Norwegian Wood is a love story and it’s about overcoming grief, and it’s about those first coming of age years after you leave home, quite uncertain about what comes next, the direction you’re supposed to take as the world begins to mold and pressure you in ways outside of your control. It’s easy to lose yourself — something that main character Watanabe manages at one point in this novel.

Let’s look at it as a love story first, shall we? It’s sweet and sexy and tragic enough that you might just tear up by the end of it. Bittersweet but hopeful – that’s how I’d describe it in three words, were I forced to do so.

As a side-note, I would ride on the bus, listening to the audiobook more than once, when a ridiculous, steamy sex scene started up. You know, these are the moments when you’re not quite certain whether you should be grinning or blushing or pressing ‘Pause’. Say one thing about that, say it was funny.

What about dealing with grief?

Toru Watanabe, the protagonist from whose PoV the novel is told, loses his best friend Kizuki. Kizuki kills himself on his 17th birthday and this marks Watanabe for life — as it would most of us. Another, Kizuki’s girlfriend, Naoko, is as affected by his suicide as Watanabe; perhaps more. Years later, Naoko and Watanabe reconnect and fall for each other but Kizuki’s shadow never fully clears between the two. Unable to cope, Naoko eventually ends up in a sanatorium, doing her finest to piece herself back together.

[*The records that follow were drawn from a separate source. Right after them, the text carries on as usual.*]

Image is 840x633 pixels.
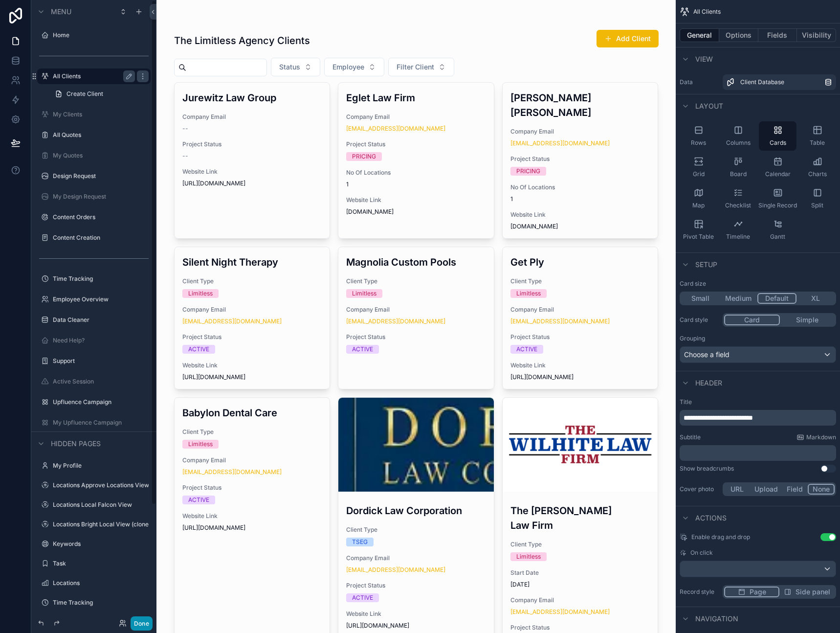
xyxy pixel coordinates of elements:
button: Card [725,314,780,325]
label: Card style [680,316,719,323]
span: Create Client [66,90,103,98]
span: Setup [695,260,717,270]
button: Fields [758,29,798,42]
button: Checklist [720,184,757,213]
span: Single Record [758,202,798,209]
button: Gantt [759,215,797,244]
label: Content Creation [53,234,149,242]
button: Columns [720,121,757,150]
a: Locations Bright Local View (clone) [53,520,149,528]
button: Pivot Table [680,215,717,244]
span: Charts [808,170,827,178]
span: Enable drag and drop [691,533,750,541]
span: Choose a field [684,350,730,359]
span: Client Database [740,78,784,86]
label: Support [53,357,149,365]
span: Layout [695,101,723,111]
button: Calendar [759,153,797,182]
label: Task [53,559,149,567]
label: Grouping [680,334,705,342]
label: Home [53,31,149,39]
label: My Profile [53,461,149,470]
label: Locations Local Falcon View [53,501,149,509]
label: Design Request [53,172,149,180]
div: Show breadcrumbs [680,465,734,472]
button: Split [799,184,837,213]
span: Cards [770,139,787,147]
span: View [695,54,713,64]
span: Side panel [796,586,830,596]
label: Employee Overview [53,296,149,303]
label: Cover photo [680,485,719,493]
label: Active Session [53,377,149,386]
div: scrollable content [680,445,837,461]
a: My Design Request [53,193,149,200]
button: Single Record [759,184,797,213]
span: Columns [726,139,751,147]
span: Board [731,170,747,178]
span: Table [810,139,825,147]
span: Timeline [726,233,750,241]
span: Menu [51,7,71,16]
a: Create Client [49,86,150,102]
a: Locations Approve Locations View [53,481,149,489]
button: Charts [799,153,837,182]
button: Small [681,293,720,304]
button: Choose a field [680,346,837,363]
label: Card size [680,279,706,288]
button: Timeline [720,215,757,244]
span: On click [690,549,713,556]
span: Pivot Table [683,233,714,241]
label: All Clients [53,73,131,80]
label: All Quotes [53,131,149,139]
label: My Upfluence Campaign [53,418,149,426]
a: Client Database [723,74,837,90]
button: Table [799,121,837,150]
label: My Clients [53,110,149,118]
span: Markdown [806,433,837,441]
span: Hidden pages [51,439,101,448]
button: Board [720,153,757,182]
span: Grid [693,170,705,178]
button: Rows [680,121,717,150]
button: Visibility [798,29,837,42]
button: Simple [780,314,835,325]
label: Title [680,398,837,406]
label: Locations [53,579,149,586]
span: Navigation [695,613,739,623]
span: Calendar [766,170,791,178]
label: Time Tracking [53,274,149,283]
span: All Clients [694,8,721,16]
div: scrollable content [680,410,837,426]
span: Page [750,586,766,596]
a: Markdown [797,433,837,441]
button: Map [680,184,717,213]
button: General [680,29,720,42]
button: Cards [759,121,797,150]
label: Data Cleaner [53,316,149,323]
label: My Quotes [53,152,149,159]
label: Keywords [53,540,149,547]
span: Rows [691,139,706,147]
span: Map [693,202,705,209]
button: None [808,484,835,494]
a: Time Tracking [53,599,149,606]
label: Content Orders [53,213,149,221]
button: URL [725,484,750,494]
span: Gantt [771,233,785,241]
label: Upfluence Campaign [53,398,149,406]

Some of the characters are unforgettable. Maybe not their names – I forget names easy enough – but the personalities will stay with me. Nagasawa is Watanabe’s exact opposite — driven and ambitious, and far more cynical than our protagonist, Nagasawa is in many ways Toru’s foil. Despite that, or perhaps because of it, the two become close friends…although Watanabe never allows Nagasawa into his heart the way he let Kizuki in.

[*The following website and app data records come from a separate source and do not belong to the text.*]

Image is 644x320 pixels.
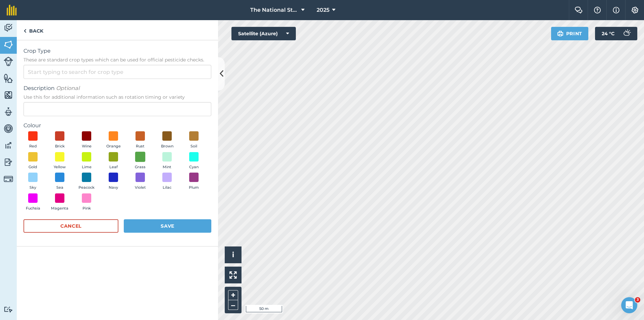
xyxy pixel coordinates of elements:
[131,173,150,191] button: Violet
[3,90,13,100] img: svg+xml;base64,PHN2ZyB4bWxucz0iaHR0cDovL3d3dy53My5vcmcvMjAwMC9zdmciIHdpZHRoPSI1NiIgaGVpZ2h0PSI2MC...
[7,5,16,15] img: fieldmargin Logo
[131,152,150,170] button: Grass
[50,173,69,191] button: Sea
[23,122,211,129] label: Colour
[30,184,36,191] span: Sky
[135,184,146,191] span: Violet
[131,131,150,149] button: Rust
[104,173,123,191] button: Navy
[23,220,118,233] button: Cancel
[16,20,50,40] a: Back
[163,164,171,170] span: Mint
[77,173,96,191] button: Peacock
[23,152,42,170] button: Gold
[50,152,69,170] button: Yellow
[157,173,177,191] button: Lilac
[50,131,69,149] button: Brick
[56,184,63,191] span: Sea
[56,85,80,92] em: Optional
[124,220,211,233] button: Save
[3,140,13,151] img: svg+xml;base64,PD94bWwgdmVyc2lvbj0iMS4wIiBlbmNvZGluZz0idXRmLTgiPz4KPCEtLSBHZW5lcmF0b3I6IEFkb2JlIE...
[3,73,13,83] img: svg+xml;base64,PHN2ZyB4bWxucz0iaHR0cDovL3d3dy53My5vcmcvMjAwMC9zdmciIHdpZHRoPSI1NiIgaGVpZ2h0PSI2MC...
[54,164,66,170] span: Yellow
[250,6,298,14] span: The National Stud
[104,152,123,170] button: Leaf
[232,27,296,41] button: Satellite (Azure)
[190,143,197,149] span: Soil
[317,6,329,14] span: 2025
[184,173,203,191] button: Plum
[595,27,637,41] button: 24 °C
[557,30,564,38] img: svg+xml;base64,PHN2ZyB4bWxucz0iaHR0cDovL3d3dy53My5vcmcvMjAwMC9zdmciIHdpZHRoPSIxOSIgaGVpZ2h0PSIyNC...
[55,143,65,149] span: Brick
[77,152,96,170] button: Lime
[78,184,95,191] span: Peacock
[82,206,91,211] span: Pink
[230,271,237,279] img: Four arrows, one pointing top left, one top right, one bottom right and the last bottom left
[3,174,13,184] img: svg+xml;base64,PD94bWwgdmVyc2lvbj0iMS4wIiBlbmNvZGluZz0idXRmLTgiPz4KPCEtLSBHZW5lcmF0b3I6IEFkb2JlIE...
[551,27,588,41] button: Print
[613,6,619,14] img: svg+xml;base64,PHN2ZyB4bWxucz0iaHR0cDovL3d3dy53My5vcmcvMjAwMC9zdmciIHdpZHRoPSIxNyIgaGVpZ2h0PSIxNy...
[157,152,177,170] button: Mint
[23,173,42,191] button: Sky
[136,143,144,149] span: Rust
[23,84,211,92] span: Description
[104,131,123,149] button: Orange
[228,300,238,310] button: –
[23,47,211,55] span: Crop Type
[3,40,13,50] img: svg+xml;base64,PHN2ZyB4bWxucz0iaHR0cDovL3d3dy53My5vcmcvMjAwMC9zdmciIHdpZHRoPSI1NiIgaGVpZ2h0PSI2MC...
[77,193,96,211] button: Pink
[228,290,238,300] button: +
[593,7,601,14] img: A question mark icon
[620,27,633,41] img: svg+xml;base64,PD94bWwgdmVyc2lvbj0iMS4wIiBlbmNvZGluZz0idXRmLTgiPz4KPCEtLSBHZW5lcmF0b3I6IEFkb2JlIE...
[28,164,37,170] span: Gold
[163,184,171,191] span: Lilac
[184,152,203,170] button: Cyan
[77,131,96,149] button: Wine
[109,184,118,191] span: Navy
[107,143,121,149] span: Orange
[23,27,27,35] img: svg+xml;base64,PHN2ZyB4bWxucz0iaHR0cDovL3d3dy53My5vcmcvMjAwMC9zdmciIHdpZHRoPSI5IiBoZWlnaHQ9IjI0Ii...
[601,27,614,41] span: 24 ° C
[26,206,41,211] span: Fuchsia
[157,131,177,149] button: Brown
[3,157,13,167] img: svg+xml;base64,PD94bWwgdmVyc2lvbj0iMS4wIiBlbmNvZGluZz0idXRmLTgiPz4KPCEtLSBHZW5lcmF0b3I6IEFkb2JlIE...
[635,297,641,303] span: 3
[82,143,91,149] span: Wine
[161,143,173,149] span: Brown
[189,184,199,191] span: Plum
[631,7,639,14] img: A cog icon
[51,206,69,211] span: Magenta
[23,56,211,63] span: These are standard crop types which can be used for official pesticide checks.
[225,246,241,264] button: i
[621,297,637,313] iframe: Intercom live chat
[82,164,91,170] span: Lime
[184,131,203,149] button: Soil
[189,164,199,170] span: Cyan
[23,193,42,211] button: Fuchsia
[575,7,583,14] img: Two speech bubbles overlapping with the left bubble in the forefront
[23,131,42,149] button: Red
[3,107,13,117] img: svg+xml;base64,PD94bWwgdmVyc2lvbj0iMS4wIiBlbmNvZGluZz0idXRmLTgiPz4KPCEtLSBHZW5lcmF0b3I6IEFkb2JlIE...
[23,94,211,100] span: Use this for additional information such as rotation timing or variety
[232,250,234,259] span: i
[23,65,211,79] input: Start typing to search for crop type
[3,124,13,134] img: svg+xml;base64,PD94bWwgdmVyc2lvbj0iMS4wIiBlbmNvZGluZz0idXRmLTgiPz4KPCEtLSBHZW5lcmF0b3I6IEFkb2JlIE...
[3,23,13,33] img: svg+xml;base64,PD94bWwgdmVyc2lvbj0iMS4wIiBlbmNvZGluZz0idXRmLTgiPz4KPCEtLSBHZW5lcmF0b3I6IEFkb2JlIE...
[3,56,13,66] img: svg+xml;base64,PD94bWwgdmVyc2lvbj0iMS4wIiBlbmNvZGluZz0idXRmLTgiPz4KPCEtLSBHZW5lcmF0b3I6IEFkb2JlIE...
[3,306,13,312] img: svg+xml;base64,PD94bWwgdmVyc2lvbj0iMS4wIiBlbmNvZGluZz0idXRmLTgiPz4KPCEtLSBHZW5lcmF0b3I6IEFkb2JlIE...
[109,164,118,170] span: Leaf
[29,143,37,149] span: Red
[135,164,146,170] span: Grass
[50,193,69,211] button: Magenta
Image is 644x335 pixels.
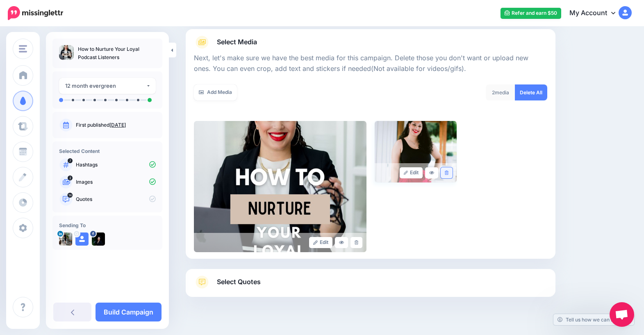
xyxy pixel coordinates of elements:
[375,121,457,183] img: 2fea84481752c288634335eb8bf02a3f_large.jpg
[309,237,332,248] a: Edit
[68,193,73,198] span: 14
[110,122,126,128] a: [DATE]
[194,84,237,100] a: Add Media
[8,6,63,20] img: Missinglettr
[194,275,547,297] a: Select Quotes
[500,8,562,19] a: Refer and earn $50
[400,168,423,179] a: Edit
[59,233,72,246] img: 1746450637891-84285.png
[59,45,74,60] img: 16e1f4cb36b7559ccfdc0d67da6183db_thumb.jpg
[76,162,155,168] p: Hashtags
[610,303,635,327] a: Open chat
[194,36,547,48] a: Select Media
[562,3,632,24] a: My Account
[76,196,155,203] p: Quotes
[217,276,261,287] span: Select Quotes
[59,78,155,94] button: 12 month evergreen
[59,148,155,154] h4: Selected Content
[19,45,27,53] img: menu.png
[554,315,635,326] a: Tell us how we can improve
[92,233,105,246] img: 425023422_885975820197417_4970965158861241843_n-bsa146144.jpg
[68,176,72,180] span: 2
[59,223,155,229] h4: Sending To
[194,48,547,253] div: Select Media
[65,82,146,91] div: 12 month evergreen
[217,37,257,48] span: Select Media
[194,121,366,253] img: 16e1f4cb36b7559ccfdc0d67da6183db_large.jpg
[76,179,155,186] p: Images
[76,122,155,129] p: First published
[194,53,547,74] p: Next, let's make sure we have the best media for this campaign. Delete those you don't want or up...
[76,233,88,246] img: user_default_image.png
[68,158,72,163] span: 7
[486,84,516,100] div: media
[515,84,547,100] a: Delete All
[492,89,495,95] span: 2
[78,45,155,61] p: How to Nurture Your Loyal Podcast Listeners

I was partial to Midori, an older woman in the same sanatorium as Naoko. As Nagasawa is to Watanabe, Midori is a foil to Naoko — though burdened by her own demons (her story is perhaps the highlight of Norwegian Wood for me) Midori has strength, the presence of character necessary to survive and perhaps overcome all that placed her in the sanatorium. Midori’s a guitar player, a concert pianist and totally the coolest, yo! Very flirty, too, which gives rise to some hilarious exchanges between her, Watanabe and Naoko, who also happens to be her roommate and dear friend.

This isn’t the best Murakami book I’ve read, nor is it my favourite. I’d live these honours to Kafka on the Shore and Dance, Dance, Dance, respectively. But it has a certain appeal to those who know a little of loss and pain and love, and I am certain some of you will be well-served by reading it.

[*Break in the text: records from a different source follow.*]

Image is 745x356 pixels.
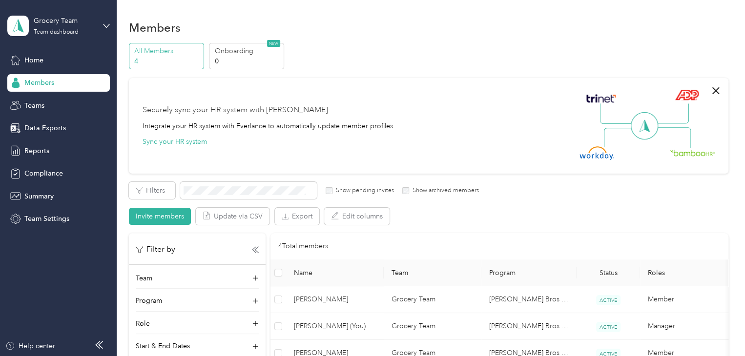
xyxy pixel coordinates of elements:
div: Integrate your HR system with Everlance to automatically update member profiles. [143,121,395,131]
span: [PERSON_NAME] [294,294,376,305]
p: Team [136,273,152,284]
span: Teams [24,101,44,111]
button: Sync your HR system [143,137,207,147]
img: Line Right Down [657,127,691,148]
div: Team dashboard [34,29,79,35]
span: Summary [24,191,54,202]
td: Rich Hollingshead (You) [286,313,384,340]
td: Member [640,287,738,313]
span: [PERSON_NAME] (You) [294,321,376,332]
td: Christopher Hasse [286,287,384,313]
th: Name [286,260,384,287]
img: Line Right Up [655,103,689,124]
td: Grocery Team [384,287,481,313]
p: All Members [134,46,201,56]
span: Members [24,78,54,88]
p: Filter by [136,244,175,256]
h1: Members [129,22,181,33]
p: 0 [215,56,281,66]
p: Start & End Dates [136,341,190,351]
p: 4 [134,56,201,66]
iframe: Everlance-gr Chat Button Frame [690,302,745,356]
img: Workday [579,146,614,160]
td: McAneny Bros CPM Program [481,313,577,340]
p: Onboarding [215,46,281,56]
p: 4 Total members [278,241,328,252]
td: Manager [640,313,738,340]
th: Team [384,260,481,287]
span: NEW [267,40,280,47]
img: Line Left Down [603,127,638,147]
img: ADP [675,89,699,101]
th: Status [577,260,640,287]
button: Filters [129,182,175,199]
span: Name [294,269,376,277]
button: Help center [5,341,55,351]
span: Team Settings [24,214,69,224]
span: Compliance [24,168,63,179]
span: Data Exports [24,123,66,133]
th: Program [481,260,577,287]
th: Roles [640,260,738,287]
span: Reports [24,146,49,156]
p: Program [136,296,162,306]
label: Show archived members [409,186,479,195]
td: McAneny Bros CPM Program [481,287,577,313]
span: Home [24,55,43,65]
button: Update via CSV [196,208,269,225]
p: Role [136,319,150,329]
button: Invite members [129,208,191,225]
img: Trinet [584,92,618,105]
div: Securely sync your HR system with [PERSON_NAME] [143,104,328,116]
div: Grocery Team [34,16,95,26]
span: ACTIVE [596,295,620,306]
label: Show pending invites [332,186,394,195]
button: Edit columns [324,208,390,225]
td: Grocery Team [384,313,481,340]
button: Export [275,208,319,225]
span: ACTIVE [596,322,620,332]
img: BambooHR [670,149,715,156]
img: Line Left Up [600,103,634,124]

I straightened up and looked out the plane window at the dark clouds hanging over the North Sea, thinking of what I had lost in the course of my life: times gone forever, friends who had died or disappeared, feelings I would never know again.

The opening paragraph of Norwegian Wood.

My score for this novel is 4 stars. There’s plenty you can get out of it — but it’s not a book for everyone. Stay away if you can’t handle suicide and depression in your fiction – leave me a comment down below with your preferences, and I’ll point you to another one of Murakami’s novels, instead. If you’ve read any of his previous novels, there’s a chance this one’ll surprise you — it lacks many of the eery, magical realism and even surrealism that’s typical for most of his other works.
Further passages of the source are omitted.